The other was addressing a major community concern: controlling odors. The plant is being constructed in an industrial park, and a Walmart and other shopping is only a half mile away. Murray said the plant’s designers are confident that odors will be properly contained through the use of a non-mechanical, wood-chip-based biofilter.

The Fremont plant sits on about 10 acres of land, but only uses about four acres for the plant. When it’s up and running, feedstock material will be collected utilizing trucks, offloaded inside a closed facility, placed in storage tanks and then be transferred to four digester tanks, which can hold a total of 3.75 million gallons of material. The digestion process creates the biogas, which will be combusted in a pair of reciprocating internal combustion engines that will put electricity back on the grid and sold to Consumers Energy. Other byproducts are liquid plant nutrients and compost.

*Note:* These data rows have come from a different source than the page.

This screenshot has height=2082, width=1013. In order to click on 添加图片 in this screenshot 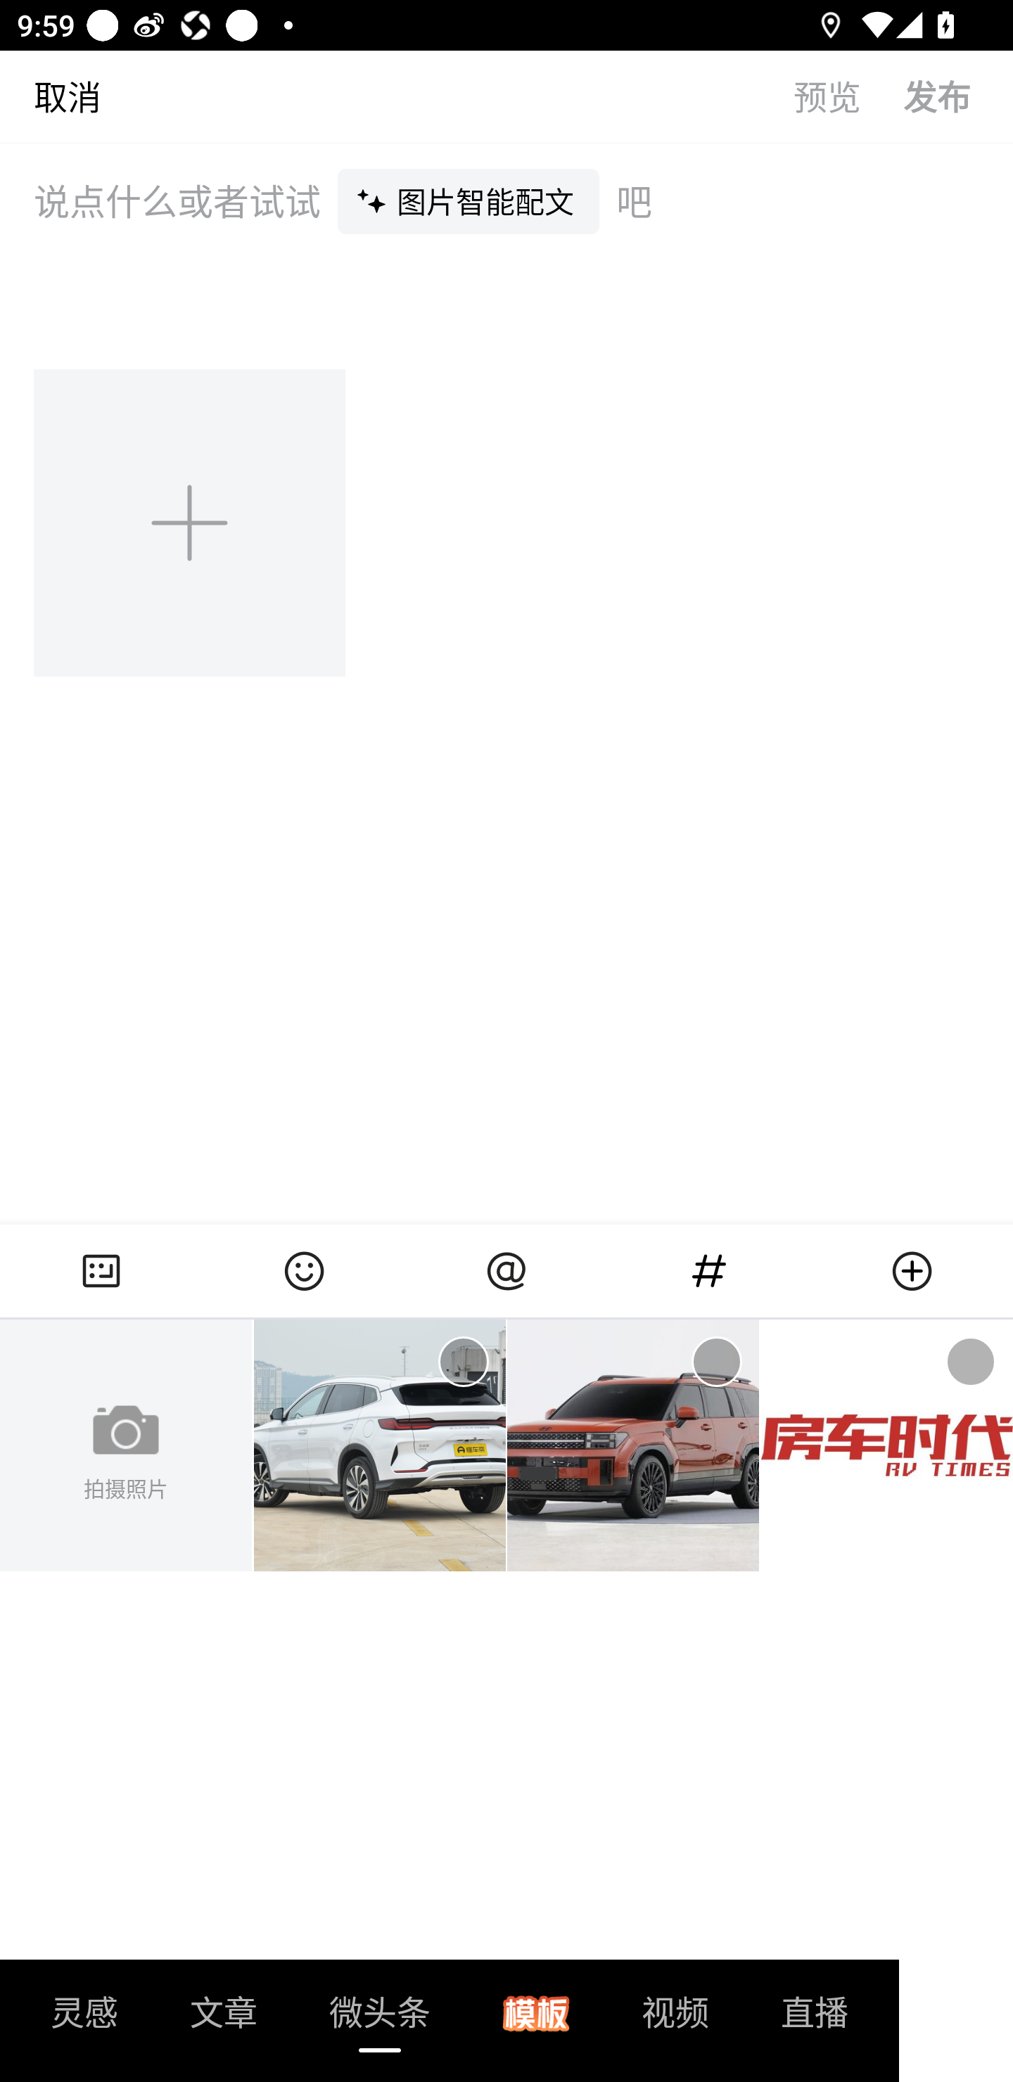, I will do `click(192, 522)`. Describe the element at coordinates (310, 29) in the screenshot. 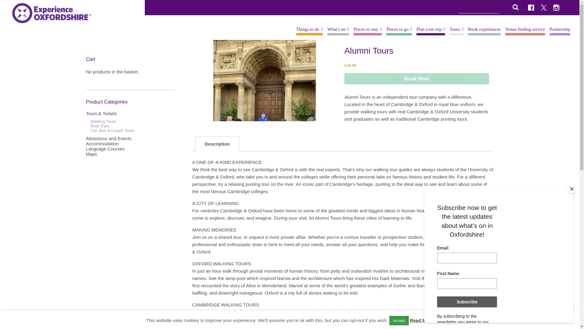

I see `Things to do` at that location.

When the plant’s construction is mechanically complete in July, Murray said DeMaria’s work isn’t done. Feed stock will be collected and put into the digesters during August and September. With the right mix of waste materials, plus a little help from microbes, the plant is expected to start creating methane and power when it goes into commercial operation at the beginning of October.

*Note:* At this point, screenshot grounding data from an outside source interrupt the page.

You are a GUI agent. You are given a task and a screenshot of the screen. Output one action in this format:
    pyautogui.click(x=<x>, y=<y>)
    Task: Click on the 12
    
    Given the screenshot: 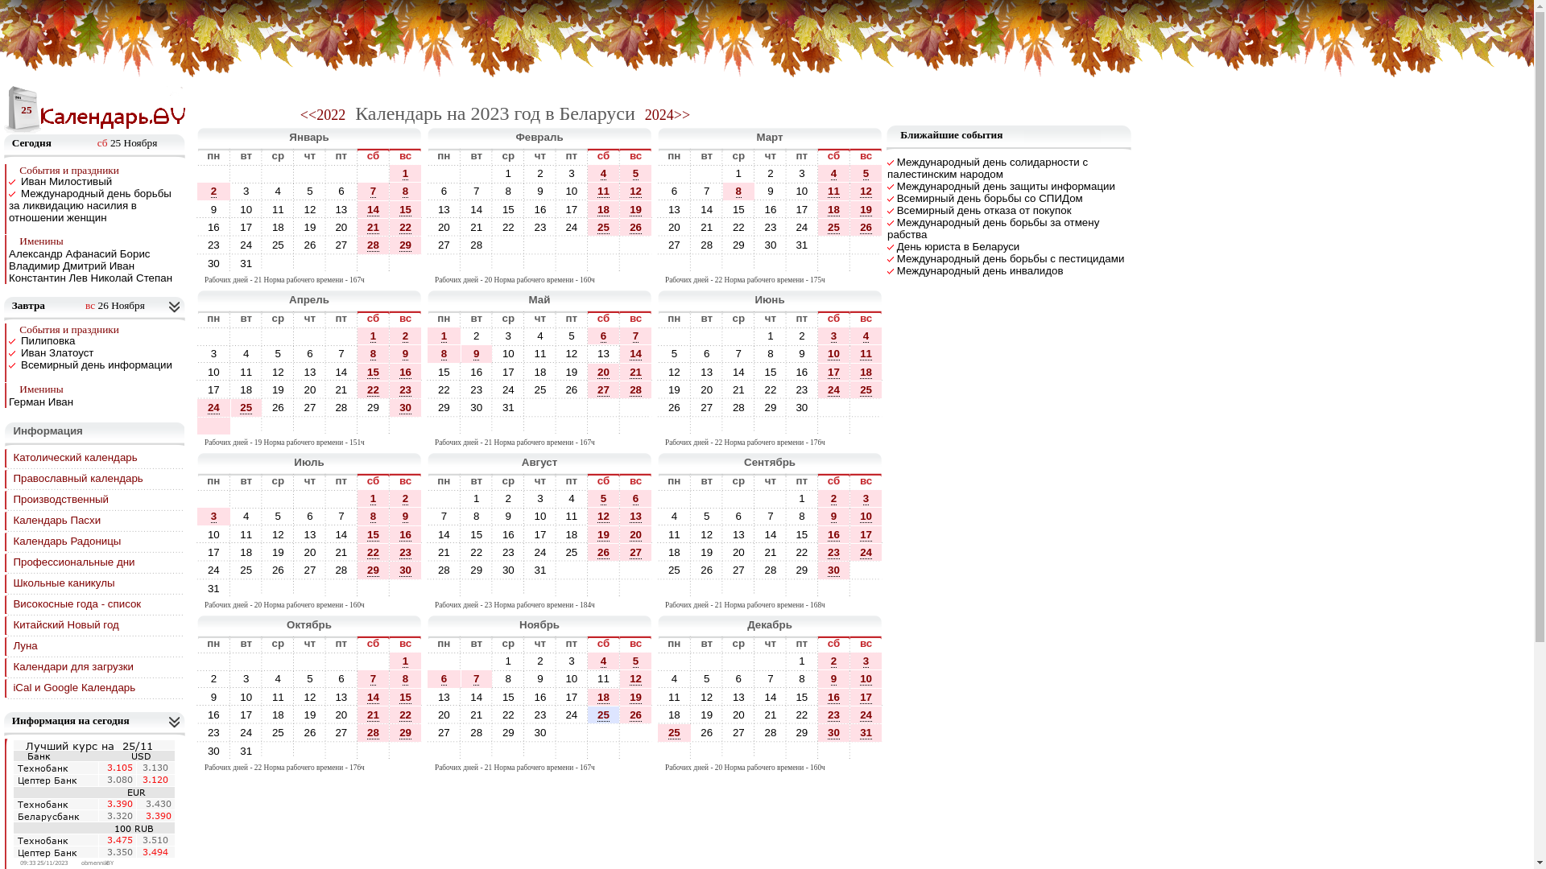 What is the action you would take?
    pyautogui.click(x=279, y=372)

“It’s a very interesting job,” said Andy Dielman, a journeyman from Plumbers and Pipe Fitters Local 174, working on the project for Andy Egan. “This isn’t like your local school or hospital job, we’re seeing all kinds of new materials and new technologies. It’s nice to be able to learn something new.”

Michigan has been pushing green technology in power production for the last few years, as evidenced by the multitude of windmill farms going up around the state, and the occasional set of solar panels popping up on rooftops and parking decks.  Anaerobic digesters are another tool in the green energy toolbox: they have the potential to become micro power plants, digesting former waste as a power source instead of coal or natural gas. Their use would follow the path of many European communities which use the digesters to support district heating systems and local power generation.

“The process itself for creating the electricity with this green energy technology is something new to me,” said electrical workers foreman Matt McClellan, working for Dynalectric on the Fremont project. “But the electrical process itself is pretty typical, nothing I haven’t seen. I just hope that this kind of plant is going to be commercially viable here and in other places; so we can get more work in the future.” 


THE FREMONT COMMUNITY DIGESTER has four conical-topped digester tanks, capable of handling 3.75 million gallons of organic waste, or “feedstock” to make the digester operate. The plant will produce liquid fertilizer, compost – and electricity.